◆ Task to carry out
Nothing but the pictures should be dropped when the records are transcribed word for word.
"""
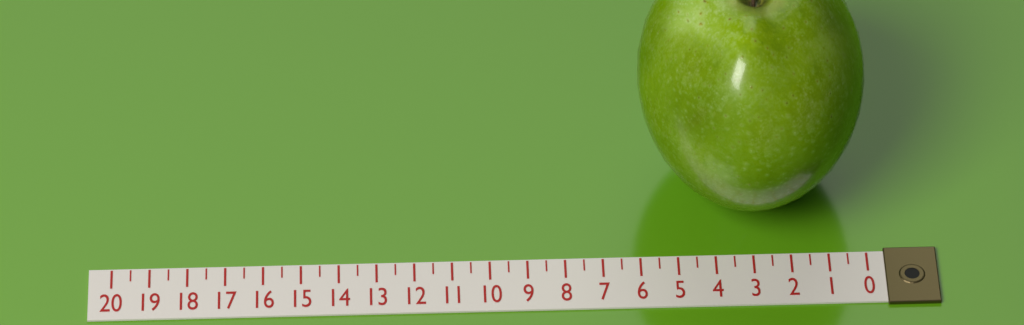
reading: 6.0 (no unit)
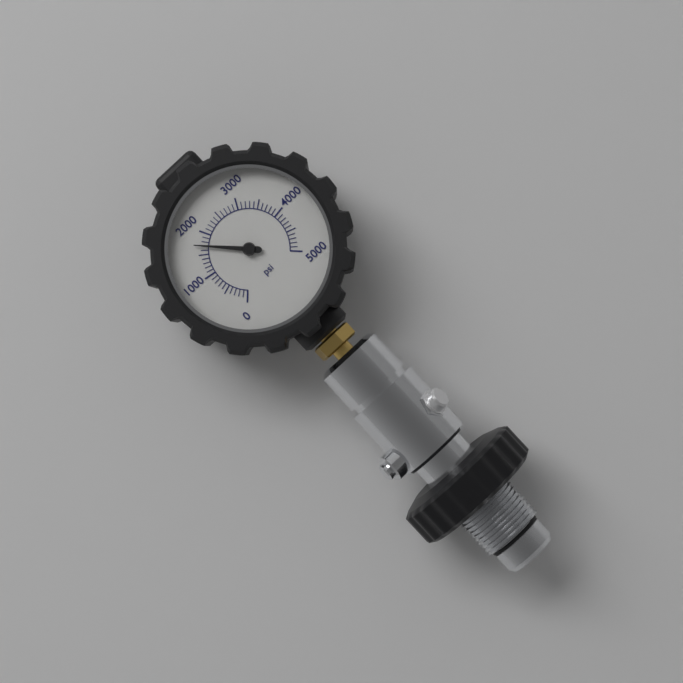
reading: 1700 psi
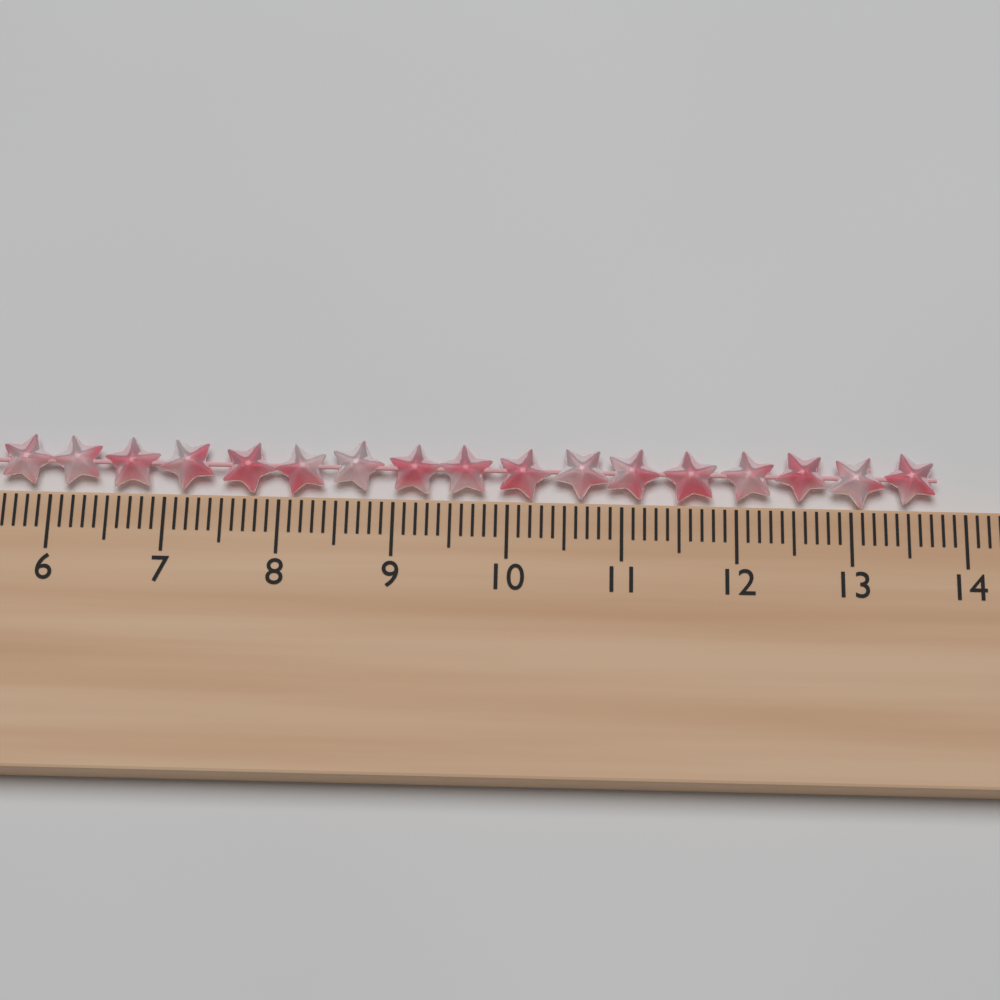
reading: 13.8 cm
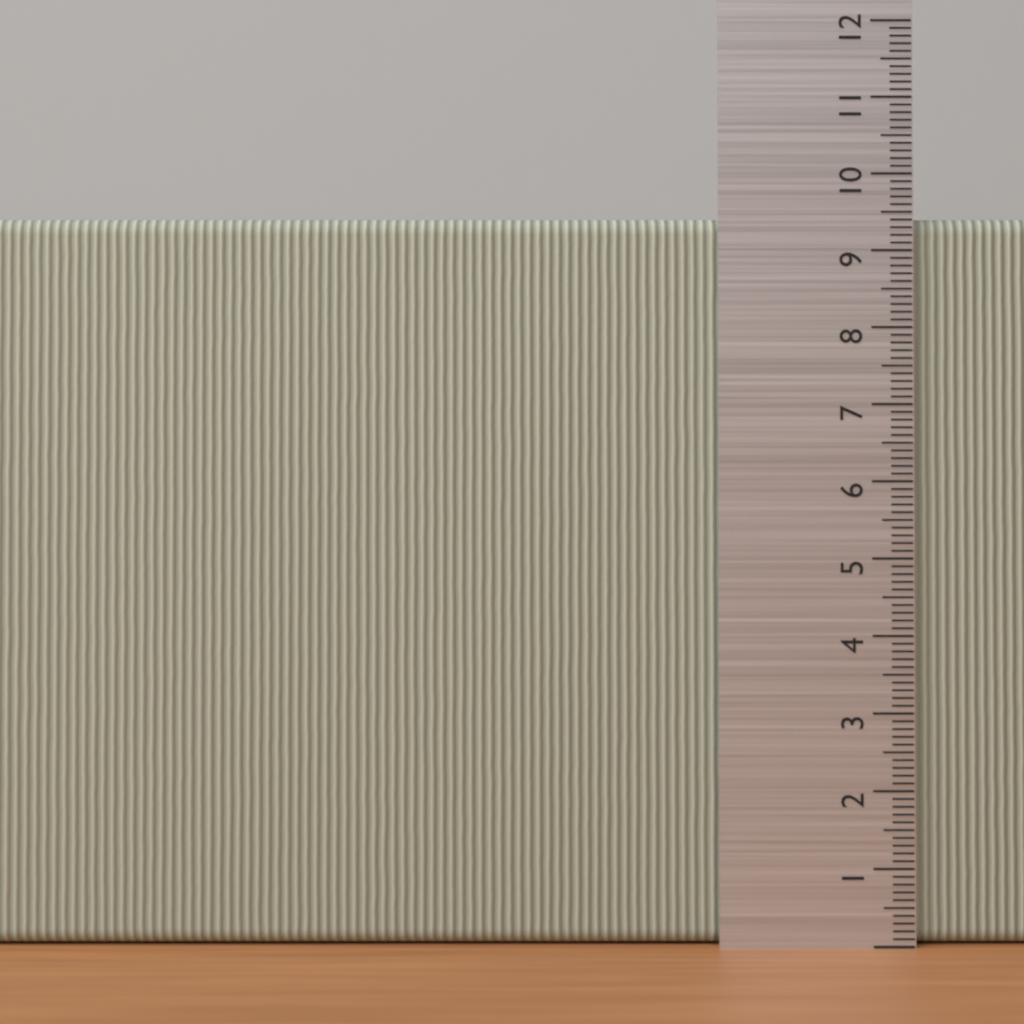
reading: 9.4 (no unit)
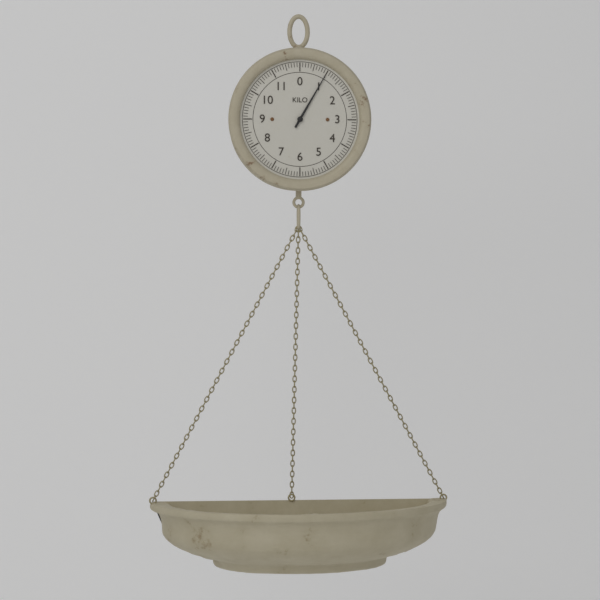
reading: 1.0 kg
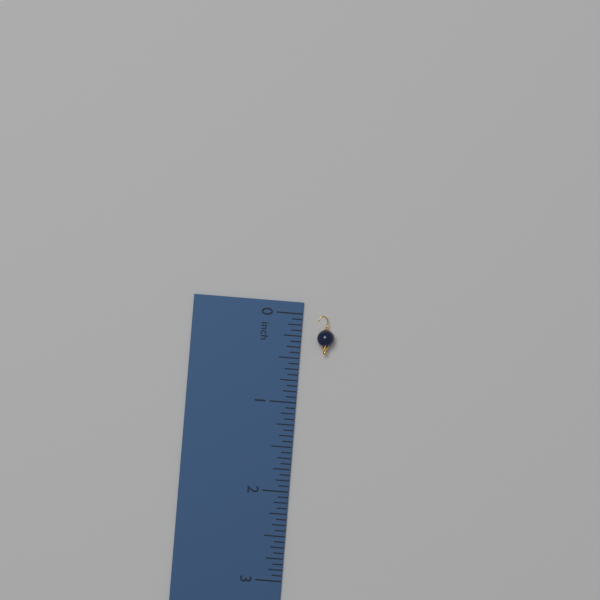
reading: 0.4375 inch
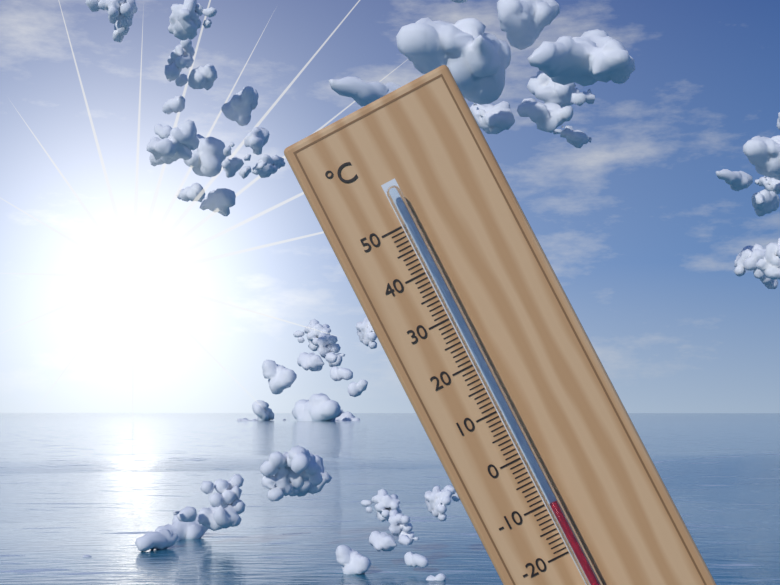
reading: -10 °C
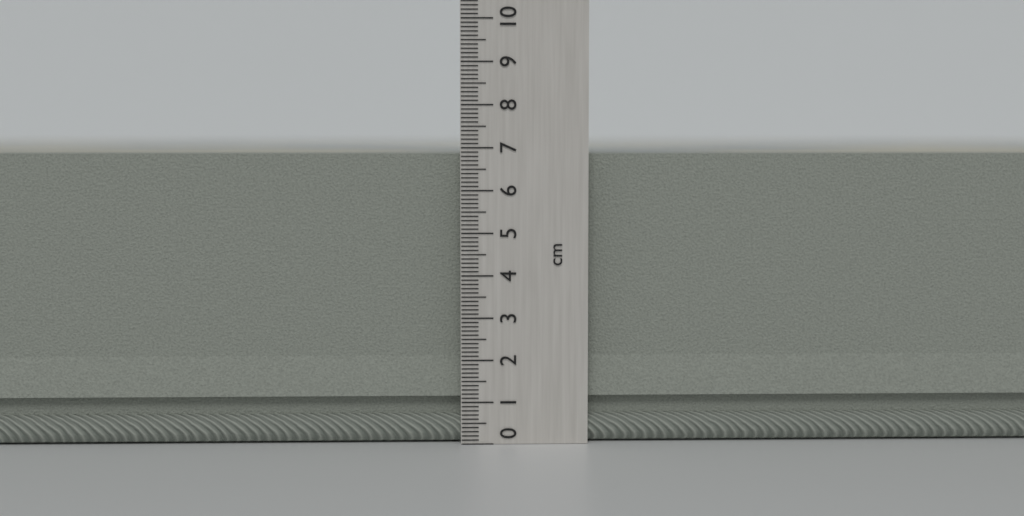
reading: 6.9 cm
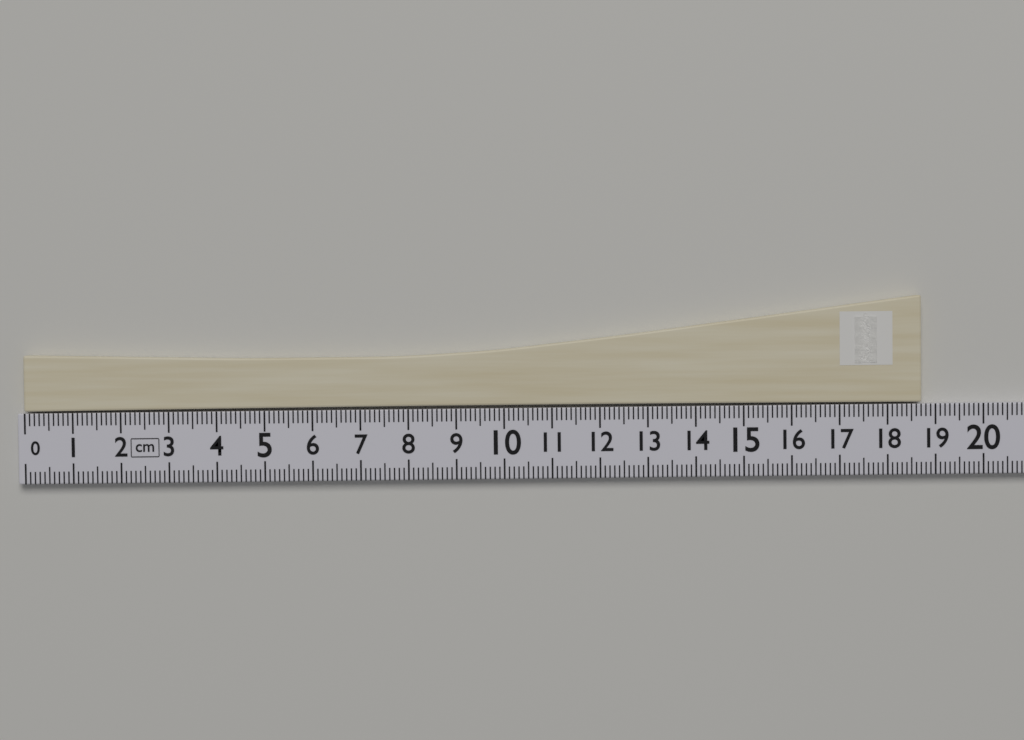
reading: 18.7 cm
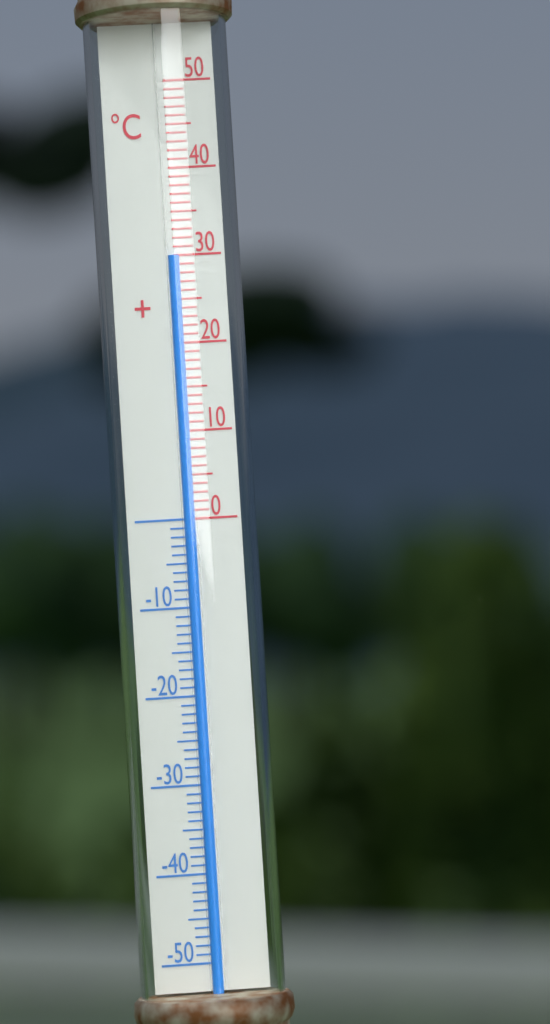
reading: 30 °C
"""
◆ Your solution
reading: 6.0 (no unit)
reading: 1700 psi
reading: 13.8 cm
reading: 9.4 (no unit)
reading: 1.0 kg
reading: 0.4375 inch
reading: -10 °C
reading: 6.9 cm
reading: 18.7 cm
reading: 30 °C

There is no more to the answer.